“You need to present your body. You are a whole person, your body and soul knit carefully together. As we saw in Romans 12, you are to surrender to God all that you are, holding nothing back. Your body belongs to God and is to be used for his purposes. Thus, God calls you to surrender your body to him, to dedicate it to his service, to commit it to his purposes.”
As a young man, I often heard older people talking about their declining bodies and failing health. I grew weary of hearing them tell how their strength had diminished and how their aches and pains had increased. They insisted that they used to be able to eat anything they wanted without ill effect, but now practically every food gave them indigestion. Whereas they once had the ability to sleep soundly under any conditions, now any unusual circumstance would keep them lying awake long into the night.
I was convinced all of this was just idle grumbling. But then I hit my mid-30s and began to notice I wasn’t recovering from activity as quickly as I did before, that I was spending more and more nights staring at the ceiling wishing I was fast asleep. I hit 40 and found that some of my favorite foods didn’t sit well anymore. It was then that I realized I was not going to be the exception. I, too, was going to experience a long decline in my health and a long diminishment in my abilities. I, too, was going to have to increase my efforts in maintaining my health.
Any athlete fine-tunes his body and maintains his fitness through a rigorous training regimen. If he doesn’t, his abilities will decline and the competition will soon leave him far behind. Though you may not be an athlete, you are running the race of life. And as you run, you are dependent upon your body and responsible to care for it. If you are going to run to win, you need to guard your health.
Twice-Owned
In our last article, we encountered the concept of stewardship as it relates to money. Your money is owned by God and distributed to you as his representative. He calls you to faithfully steward it. As the owner, God has the right to your money, and as the steward, you hold the responsibility for your money. What is true of your finances is true of your body. Your body is also owned by God. In fact, if you are a Christian, your body is twice-owned by God.
God owns your body as its creator. He hand-crafted every bit of your DNA. David celebrates God’s good design in Psalm 139, where he says, “For you formed my inward parts; you knitted me together in my mother’s womb. I praise you, for I am fearfully and wonderfully made. Wonderful are your works; my soul knows it very well” (13-14). David’s body was actually God’s possession, carefully designed and deliberately assigned. The same is true for you—God owns your body because he created your body.
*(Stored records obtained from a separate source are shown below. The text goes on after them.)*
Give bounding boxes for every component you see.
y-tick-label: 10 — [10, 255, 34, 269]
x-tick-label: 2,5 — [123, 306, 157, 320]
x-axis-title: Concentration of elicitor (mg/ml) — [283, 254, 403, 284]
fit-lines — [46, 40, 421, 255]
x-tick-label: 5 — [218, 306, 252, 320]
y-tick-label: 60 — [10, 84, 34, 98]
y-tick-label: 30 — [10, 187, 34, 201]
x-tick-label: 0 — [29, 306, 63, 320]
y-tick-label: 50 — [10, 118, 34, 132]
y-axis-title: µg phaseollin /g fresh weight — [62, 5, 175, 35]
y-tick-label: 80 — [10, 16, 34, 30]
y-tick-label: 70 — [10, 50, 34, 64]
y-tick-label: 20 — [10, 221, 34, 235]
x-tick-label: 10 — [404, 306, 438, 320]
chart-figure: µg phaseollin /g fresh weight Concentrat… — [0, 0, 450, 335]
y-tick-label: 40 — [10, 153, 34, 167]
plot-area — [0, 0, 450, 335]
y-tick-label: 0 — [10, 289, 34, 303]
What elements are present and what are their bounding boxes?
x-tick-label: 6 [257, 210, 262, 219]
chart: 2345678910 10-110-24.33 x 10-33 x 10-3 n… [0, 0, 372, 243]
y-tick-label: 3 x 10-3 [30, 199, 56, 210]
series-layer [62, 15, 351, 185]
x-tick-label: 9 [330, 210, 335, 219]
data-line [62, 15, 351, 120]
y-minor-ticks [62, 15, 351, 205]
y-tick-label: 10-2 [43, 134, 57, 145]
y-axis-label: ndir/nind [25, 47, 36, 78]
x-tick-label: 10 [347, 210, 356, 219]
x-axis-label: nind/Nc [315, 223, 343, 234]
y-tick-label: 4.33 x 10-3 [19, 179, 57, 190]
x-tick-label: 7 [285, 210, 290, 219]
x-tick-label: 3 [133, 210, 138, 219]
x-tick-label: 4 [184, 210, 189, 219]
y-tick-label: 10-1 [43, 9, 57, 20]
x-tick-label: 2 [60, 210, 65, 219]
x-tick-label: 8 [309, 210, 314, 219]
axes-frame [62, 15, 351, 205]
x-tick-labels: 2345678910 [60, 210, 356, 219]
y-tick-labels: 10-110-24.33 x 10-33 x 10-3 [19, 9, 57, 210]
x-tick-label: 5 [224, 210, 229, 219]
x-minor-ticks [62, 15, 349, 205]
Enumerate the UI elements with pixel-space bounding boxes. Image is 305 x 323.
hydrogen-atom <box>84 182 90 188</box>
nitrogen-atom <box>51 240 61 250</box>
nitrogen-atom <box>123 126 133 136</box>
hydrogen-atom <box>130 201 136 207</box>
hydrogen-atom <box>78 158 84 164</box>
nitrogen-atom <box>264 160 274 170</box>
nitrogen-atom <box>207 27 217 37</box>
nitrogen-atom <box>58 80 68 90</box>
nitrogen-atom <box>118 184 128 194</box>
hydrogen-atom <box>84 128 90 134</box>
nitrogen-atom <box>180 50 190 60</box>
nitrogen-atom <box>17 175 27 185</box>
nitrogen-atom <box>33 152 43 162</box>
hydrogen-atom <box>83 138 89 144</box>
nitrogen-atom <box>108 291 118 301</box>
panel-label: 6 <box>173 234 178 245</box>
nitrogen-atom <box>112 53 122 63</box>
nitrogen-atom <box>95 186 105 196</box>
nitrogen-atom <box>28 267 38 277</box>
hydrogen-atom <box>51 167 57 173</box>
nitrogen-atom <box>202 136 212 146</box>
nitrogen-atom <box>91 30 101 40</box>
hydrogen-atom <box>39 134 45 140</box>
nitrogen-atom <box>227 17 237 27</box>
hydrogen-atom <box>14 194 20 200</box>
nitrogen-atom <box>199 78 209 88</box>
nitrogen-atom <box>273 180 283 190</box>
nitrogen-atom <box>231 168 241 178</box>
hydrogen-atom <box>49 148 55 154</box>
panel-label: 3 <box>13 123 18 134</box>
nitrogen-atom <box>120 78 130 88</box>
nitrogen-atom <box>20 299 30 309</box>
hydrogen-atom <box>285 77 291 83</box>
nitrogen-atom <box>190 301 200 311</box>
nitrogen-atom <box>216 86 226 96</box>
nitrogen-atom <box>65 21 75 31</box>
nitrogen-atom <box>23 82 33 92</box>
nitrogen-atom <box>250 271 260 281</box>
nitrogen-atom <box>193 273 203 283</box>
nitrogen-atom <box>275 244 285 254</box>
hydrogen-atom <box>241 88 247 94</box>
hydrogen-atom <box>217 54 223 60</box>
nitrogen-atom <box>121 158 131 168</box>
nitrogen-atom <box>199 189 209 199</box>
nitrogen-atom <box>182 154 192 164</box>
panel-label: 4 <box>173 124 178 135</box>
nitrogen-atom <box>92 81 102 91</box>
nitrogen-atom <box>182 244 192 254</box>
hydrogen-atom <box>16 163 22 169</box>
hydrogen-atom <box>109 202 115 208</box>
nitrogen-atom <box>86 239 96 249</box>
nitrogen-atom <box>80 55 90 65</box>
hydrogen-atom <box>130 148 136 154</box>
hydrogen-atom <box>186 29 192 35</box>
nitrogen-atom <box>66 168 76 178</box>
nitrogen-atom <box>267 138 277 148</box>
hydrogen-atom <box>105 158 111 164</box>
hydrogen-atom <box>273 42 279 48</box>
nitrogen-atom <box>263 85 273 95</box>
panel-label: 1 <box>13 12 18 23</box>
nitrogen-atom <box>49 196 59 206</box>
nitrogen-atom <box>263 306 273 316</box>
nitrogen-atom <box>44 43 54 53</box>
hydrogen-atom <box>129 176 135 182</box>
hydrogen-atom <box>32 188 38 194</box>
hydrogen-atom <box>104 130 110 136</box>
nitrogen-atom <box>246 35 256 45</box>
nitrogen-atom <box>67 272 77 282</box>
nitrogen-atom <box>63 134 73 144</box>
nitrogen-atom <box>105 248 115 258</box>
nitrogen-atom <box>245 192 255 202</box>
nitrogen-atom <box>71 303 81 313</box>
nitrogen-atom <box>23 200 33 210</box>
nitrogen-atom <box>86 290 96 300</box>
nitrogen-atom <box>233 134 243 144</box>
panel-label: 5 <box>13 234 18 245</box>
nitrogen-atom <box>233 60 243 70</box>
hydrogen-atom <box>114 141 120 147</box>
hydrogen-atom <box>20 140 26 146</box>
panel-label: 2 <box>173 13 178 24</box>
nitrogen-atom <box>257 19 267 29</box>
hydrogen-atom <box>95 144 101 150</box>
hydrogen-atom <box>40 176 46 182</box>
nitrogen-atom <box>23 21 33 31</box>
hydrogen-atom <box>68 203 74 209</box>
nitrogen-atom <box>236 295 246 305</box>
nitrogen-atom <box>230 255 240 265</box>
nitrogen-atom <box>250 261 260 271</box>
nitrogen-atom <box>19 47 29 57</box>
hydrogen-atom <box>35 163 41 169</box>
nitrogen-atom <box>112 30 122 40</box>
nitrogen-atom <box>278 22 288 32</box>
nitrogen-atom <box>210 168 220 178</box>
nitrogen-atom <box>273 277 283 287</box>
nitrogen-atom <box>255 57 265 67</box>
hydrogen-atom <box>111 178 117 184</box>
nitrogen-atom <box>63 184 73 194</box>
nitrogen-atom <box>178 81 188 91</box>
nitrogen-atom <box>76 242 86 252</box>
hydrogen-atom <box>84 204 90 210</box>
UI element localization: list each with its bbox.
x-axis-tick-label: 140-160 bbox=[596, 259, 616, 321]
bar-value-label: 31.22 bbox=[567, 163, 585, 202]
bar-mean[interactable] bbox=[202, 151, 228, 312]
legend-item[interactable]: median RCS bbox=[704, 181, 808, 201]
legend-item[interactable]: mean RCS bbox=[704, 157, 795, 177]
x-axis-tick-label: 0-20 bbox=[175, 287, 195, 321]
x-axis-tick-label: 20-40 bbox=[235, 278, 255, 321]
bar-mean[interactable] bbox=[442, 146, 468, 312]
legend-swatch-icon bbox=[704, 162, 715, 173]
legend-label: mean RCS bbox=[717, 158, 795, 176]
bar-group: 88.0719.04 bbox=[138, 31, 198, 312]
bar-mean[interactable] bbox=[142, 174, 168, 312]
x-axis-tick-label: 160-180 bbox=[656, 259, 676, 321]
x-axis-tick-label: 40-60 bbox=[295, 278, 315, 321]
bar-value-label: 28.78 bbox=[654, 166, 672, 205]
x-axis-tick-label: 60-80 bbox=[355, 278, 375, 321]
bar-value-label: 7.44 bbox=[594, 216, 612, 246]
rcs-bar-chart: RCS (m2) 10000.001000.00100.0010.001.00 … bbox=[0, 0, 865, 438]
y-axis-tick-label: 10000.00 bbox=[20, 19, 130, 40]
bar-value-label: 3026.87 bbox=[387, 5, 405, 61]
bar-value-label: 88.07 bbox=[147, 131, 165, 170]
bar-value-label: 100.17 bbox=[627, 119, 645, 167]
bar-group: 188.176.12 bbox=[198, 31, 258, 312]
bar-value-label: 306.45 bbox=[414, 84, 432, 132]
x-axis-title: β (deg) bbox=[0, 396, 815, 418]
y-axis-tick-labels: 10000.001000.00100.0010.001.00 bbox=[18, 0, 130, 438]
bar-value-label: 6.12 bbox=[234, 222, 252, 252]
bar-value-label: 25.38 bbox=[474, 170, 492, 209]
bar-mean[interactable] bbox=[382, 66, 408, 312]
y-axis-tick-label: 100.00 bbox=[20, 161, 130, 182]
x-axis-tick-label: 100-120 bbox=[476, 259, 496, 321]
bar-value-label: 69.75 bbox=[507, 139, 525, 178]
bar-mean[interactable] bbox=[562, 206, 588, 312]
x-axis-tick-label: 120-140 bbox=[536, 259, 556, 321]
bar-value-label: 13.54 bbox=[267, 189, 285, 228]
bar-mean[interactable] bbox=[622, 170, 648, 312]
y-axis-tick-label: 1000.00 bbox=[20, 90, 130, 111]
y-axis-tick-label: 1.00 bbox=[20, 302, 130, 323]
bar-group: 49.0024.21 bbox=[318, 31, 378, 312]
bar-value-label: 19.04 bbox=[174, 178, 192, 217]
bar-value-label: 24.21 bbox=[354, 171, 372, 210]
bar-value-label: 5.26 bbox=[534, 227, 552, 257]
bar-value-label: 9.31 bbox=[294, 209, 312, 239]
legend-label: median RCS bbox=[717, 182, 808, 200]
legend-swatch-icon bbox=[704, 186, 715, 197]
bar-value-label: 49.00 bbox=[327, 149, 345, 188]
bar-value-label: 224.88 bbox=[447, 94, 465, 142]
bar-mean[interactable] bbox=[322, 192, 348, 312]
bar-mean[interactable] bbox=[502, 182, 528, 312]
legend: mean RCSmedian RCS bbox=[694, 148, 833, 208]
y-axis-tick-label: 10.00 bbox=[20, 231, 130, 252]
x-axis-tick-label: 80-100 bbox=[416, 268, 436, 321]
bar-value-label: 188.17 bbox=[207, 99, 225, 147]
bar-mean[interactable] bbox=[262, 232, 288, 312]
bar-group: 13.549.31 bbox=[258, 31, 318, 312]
God also owns your body as its Savior. You had rebelled against God and sinfully claimed your body as your own. You decided to negate God’s claim over your body and to assert ownership of it yourself. But God drew you back from this treasonous rebellion, and as you accepted his offer of forgiveness and reconciliation, you ceded all your rights and restored proper ownership. In return, God actually took up residence within. So Paul asks, “Do you not know that your body is a temple of the Holy Spirit within you, whom you have from God? You are not your own, for you were bought with a price. So glorify God in your body” (1 Corinthians 6:19-20). This is why he can appeal to you and every other Christian “to present your bodies as a living sacrifice, holy and acceptable to God, which is your spiritual worship” (Romans 12:1). To present your body as a living sacrifice is to present everything you have and everything you are to his service, to place it all under his authority.
Your body is not your own. Your body is God’s, to be cared for as he demands, to be committed to his service.